The 2022 plan, tabled in Parliament this summer, sets the park's direction for the next decade. It includes dealing with climate change and invasive species and considers ways to strengthen Indigenous relationships and connect with Canadians.

The Kenow Wildfire, however, led to a major change from the previous plan. The fire burned more than 19,000 hectares — approximately 39 per cent — of the mountainous park in September 2017 and damaged many popular picnic areas, campgrounds and hiking trails.

"We've been pretty fortunate," Parks Canada's Locke Marshall, who's the superintendent in Waterton, said in a recent interview. "We've had a lot of support from the federal government."

Marshall said some of the damaged infrastructure was already being replaced before the fire, but other areas required a complete rebuild.

"There's been a lot of work that has been done," he said. "Initially, when the fire went through, our parkways were not available, so we had to work on them to get them ready to go.

"We lost our visitor centre, but we were already in plans to build a new one. Many of our picnic areas got damaged. We've done a lot of work on our trails."

Some areas, such as roads and bridges around Red Rock Canyon, are still being rebuilt and the Crandell Mountain campground is still under construction, he said.

Mike Flannigan, a professor of wildland fire at Thompson Rivers University in B.C. and Canada Wildfire's scientific director, said the fire also affected a lot of the park's natural landscape.

"It burned a good chunk of the park with high-intensity severity," he said. "The effect on the vegetation and the soil was severe because it was hot and dry."

Flannigan said he's interested to learn more about how the ecosystem has recovered in the park in the five years since the fire.

"I'm hoping Waterton uses this as an educational opportunity to inform the public about fires and regeneration and biodiversity and wildlife," he said, noting there can be positive changes.

Marshall said Parks Canada has learned a lot and will continue to learn from the wildfire through various research projects.

"This has probably been an opportunity that we really haven't seen in the past — and that's just to see what the effects of a widespread fire, a fairly intense fire, has on a landscape and how the landscape itself recovers from it," he said. "And also how that recovery may be affected by changes to the climate that we've seen in the last several decades.

"So, it's a really good opportunity for science."

The research, he said, could take decades to complete. He noted there's already some visible changes in the forests.

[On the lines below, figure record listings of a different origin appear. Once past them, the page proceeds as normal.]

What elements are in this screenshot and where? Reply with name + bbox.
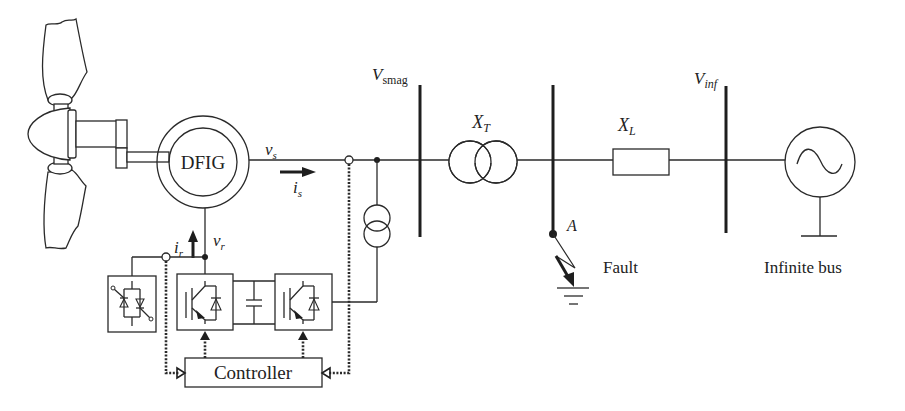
fault-lightning-icon: [553, 234, 575, 287]
dfig-machine: DFIG: [157, 116, 249, 208]
vr-label: vr: [213, 231, 226, 252]
fault-point-label: A: [566, 217, 577, 234]
is-arrow-icon: [280, 167, 316, 177]
xt-label: XT: [471, 112, 491, 135]
lower-blade: [44, 170, 86, 249]
ir-arrow-icon: [188, 230, 198, 258]
vinf-label: Vinf: [694, 69, 719, 91]
vs-label: vs: [265, 140, 277, 161]
xl-reactor: [613, 149, 669, 175]
rotor-measure-node: [162, 253, 170, 261]
dfig-label: DFIG: [181, 152, 226, 173]
rotor-side-converter: [177, 274, 233, 330]
gsc-transformer-coil-bottom: [364, 221, 390, 247]
infinite-bus-source: [785, 127, 855, 197]
signal-arrow-icon: [200, 331, 210, 340]
xl-label: XL: [617, 115, 636, 138]
wind-turbine: [28, 19, 169, 249]
signal-arrow-icon: [322, 368, 330, 378]
crowbar-thyristor-block: [108, 276, 156, 332]
control-signals: [166, 164, 349, 378]
dfig-single-line-diagram: DFIG vs is Vsmag XT A: [0, 0, 905, 411]
dc-link-capacitor: [233, 281, 275, 324]
hub-flange: [68, 110, 76, 158]
main-shaft: [76, 121, 118, 147]
gearbox-upper: [116, 120, 127, 148]
stator-measure-node: [345, 156, 353, 164]
rotor-junction: [202, 254, 208, 260]
infinite-bus-label: Infinite bus: [764, 258, 842, 277]
controller-label: Controller: [214, 362, 293, 383]
fault-label: Fault: [603, 258, 638, 277]
gsc-transformer-coil-top: [364, 205, 390, 231]
vsmag-label: Vsmag: [372, 65, 408, 87]
is-label: is: [293, 178, 302, 199]
ir-label: ir: [174, 238, 184, 259]
fault-ground-icon: [557, 288, 589, 304]
spinner-nose: [28, 108, 70, 160]
hs-shaft: [127, 152, 169, 162]
grid-side-converter: [275, 274, 332, 330]
signal-arrow-icon: [298, 331, 308, 340]
gearbox-lower: [116, 148, 127, 168]
upper-blade: [43, 19, 88, 100]
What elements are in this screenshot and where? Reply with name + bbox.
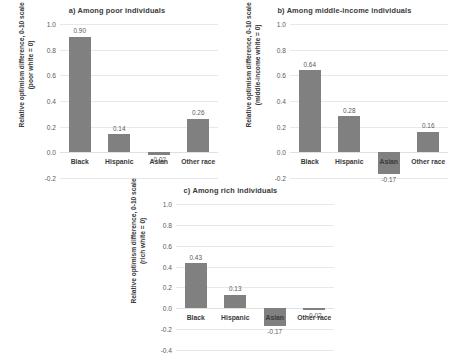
bar <box>108 134 130 152</box>
bar-value-label: 0.13 <box>229 285 241 292</box>
x-axis-category-label: Asian <box>379 158 398 165</box>
bar-value-label: 0.43 <box>190 254 202 261</box>
x-axis-category-label: Hispanic <box>105 158 133 165</box>
bar <box>338 116 360 152</box>
y-axis-tick-label: 0.2 <box>47 123 56 130</box>
x-axis-category-label: Black <box>187 314 205 321</box>
bar <box>224 295 246 309</box>
bar-value-label: 0.16 <box>422 122 434 129</box>
gridline: 0.8 <box>290 50 448 51</box>
x-axis-category-label: Black <box>301 158 319 165</box>
y-axis-tick-label: 0.2 <box>163 284 172 291</box>
gridline: 0.0 <box>290 152 448 153</box>
y-axis-tick-label: 0.0 <box>163 305 172 312</box>
x-axis-category-label: Other race <box>297 314 331 321</box>
y-axis-tick-label: 0.6 <box>163 242 172 249</box>
gridline: -0.4 <box>176 350 334 351</box>
y-axis-tick-label: 0.2 <box>277 123 286 130</box>
panel-c-y-axis-label-line1: Relative optimism difference, 0-10 scale <box>130 178 137 303</box>
bar <box>148 152 170 155</box>
y-axis-tick-label: 0.4 <box>163 263 172 270</box>
bar-value-label: 0.64 <box>304 61 316 68</box>
y-axis-tick-label: 0.8 <box>47 46 56 53</box>
y-axis-tick-label: 0.4 <box>277 98 286 105</box>
bar <box>303 308 325 310</box>
panel-a-y-axis-label-line2: (poor white = 0) <box>27 40 34 89</box>
bar <box>187 119 209 152</box>
panel-c-plot-area: 1.00.80.60.40.20.0-0.2-0.40.43Black0.13H… <box>176 204 334 350</box>
panel-c-y-axis-label: Relative optimism difference, 0-10 scale… <box>130 176 148 306</box>
y-axis-tick-label: 0.6 <box>47 72 56 79</box>
x-axis-category-label: Black <box>71 158 89 165</box>
bar <box>69 37 91 153</box>
chart-panel-b: b) Among middle-income individuals Relat… <box>238 6 451 186</box>
bar-value-label: 0.90 <box>74 27 86 34</box>
panel-a-plot-area: 1.00.80.60.40.20.0-0.20.90Black0.14Hispa… <box>60 24 218 178</box>
panel-b-title: b) Among middle-income individuals <box>238 6 451 15</box>
gridline: 0.8 <box>176 225 334 226</box>
bar-value-label: 0.14 <box>113 125 125 132</box>
panel-a-y-axis-label: Relative optimism difference, 0-10 scale… <box>18 0 36 130</box>
chart-panel-a: a) Among poor individuals Relative optim… <box>14 6 220 186</box>
y-axis-tick-label: -0.4 <box>161 347 172 354</box>
y-axis-tick-label: 0.8 <box>277 46 286 53</box>
x-axis-category-label: Asian <box>149 158 168 165</box>
gridline: 0.0 <box>60 152 218 153</box>
gridline: 1.0 <box>176 204 334 205</box>
panel-a-title: a) Among poor individuals <box>14 6 220 15</box>
y-axis-tick-label: 0.6 <box>277 72 286 79</box>
y-axis-tick-label: -0.2 <box>161 326 172 333</box>
gridline: 1.0 <box>60 24 218 25</box>
y-axis-tick-label: 1.0 <box>47 21 56 28</box>
chart-panel-c: c) Among rich individuals Relative optim… <box>123 186 338 361</box>
gridline: -0.2 <box>176 329 334 330</box>
x-axis-category-label: Other race <box>411 158 445 165</box>
x-axis-category-label: Hispanic <box>335 158 363 165</box>
bar-value-label: -0.17 <box>267 328 282 335</box>
bar <box>299 70 321 152</box>
x-axis-category-label: Asian <box>265 314 284 321</box>
x-axis-category-label: Other race <box>181 158 215 165</box>
y-axis-tick-label: 1.0 <box>163 201 172 208</box>
gridline: 0.6 <box>176 246 334 247</box>
y-axis-tick-label: -0.2 <box>45 175 56 182</box>
y-axis-tick-label: -0.2 <box>275 175 286 182</box>
panel-b-plot-area: 1.00.80.60.40.20.0-0.20.64Black0.28Hispa… <box>290 24 448 178</box>
panel-c-y-axis-label-line2: (rich white = 0) <box>139 218 146 264</box>
bar-value-label: 0.26 <box>192 109 204 116</box>
panel-b-y-axis-label: Relative optimism difference, 0-10 scale… <box>245 0 263 130</box>
panel-b-y-axis-label-line2: (middle-income white = 0) <box>254 25 261 106</box>
y-axis-tick-label: 0.8 <box>163 221 172 228</box>
y-axis-tick-label: 0.0 <box>277 149 286 156</box>
panel-a-y-axis-label-line1: Relative optimism difference, 0-10 scale <box>18 2 25 127</box>
bar-value-label: -0.17 <box>381 176 396 183</box>
gridline: 1.0 <box>290 24 448 25</box>
panel-c-title: c) Among rich individuals <box>123 186 338 195</box>
y-axis-tick-label: 0.4 <box>47 98 56 105</box>
panel-b-y-axis-label-line1: Relative optimism difference, 0-10 scale <box>245 2 252 127</box>
x-axis-category-label: Hispanic <box>221 314 249 321</box>
gridline: -0.2 <box>290 178 448 179</box>
bar-value-label: 0.28 <box>343 107 355 114</box>
bar <box>185 263 207 308</box>
y-axis-tick-label: 0.0 <box>47 149 56 156</box>
bar <box>417 132 439 153</box>
y-axis-tick-label: 1.0 <box>277 21 286 28</box>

"There has been a bit of a transformation," he said. "A lot of the forests were predominantly conifers — pine, spruce, Douglas fir. In some places … we're seeing more aspen trees, shrubs and in some places ... because of a drier, warmer climate, we may see areas that were once forested will be open meadows now.

"There's definitely a change in the landscape."

The plan notes the fire also revealed more than 70 new archeological sites and expanded 170 known sites in the area that burned.

"It was a really good opportunity for some of that archeological work to be done," Marshall said.

"We've been able to involve our nearby Indigenous communities, in particular members of the Blackfoot Confederacy — the Kainai and Piikani — in looking at that landscape and seeing it in the context of their traditional knowledge of the use of the place."

Marshall said they continue to work with the communities to document the sites, which the plan suggests will be complete by 2025.

Overall, he said, the new management plan shows the agency's ongoing commitment to protecting the park.

"It deals with the fire," said Marshall, "but it also deals with our day-to-day operations related to visitation and how we manage the ecological and cultural integrity of the place."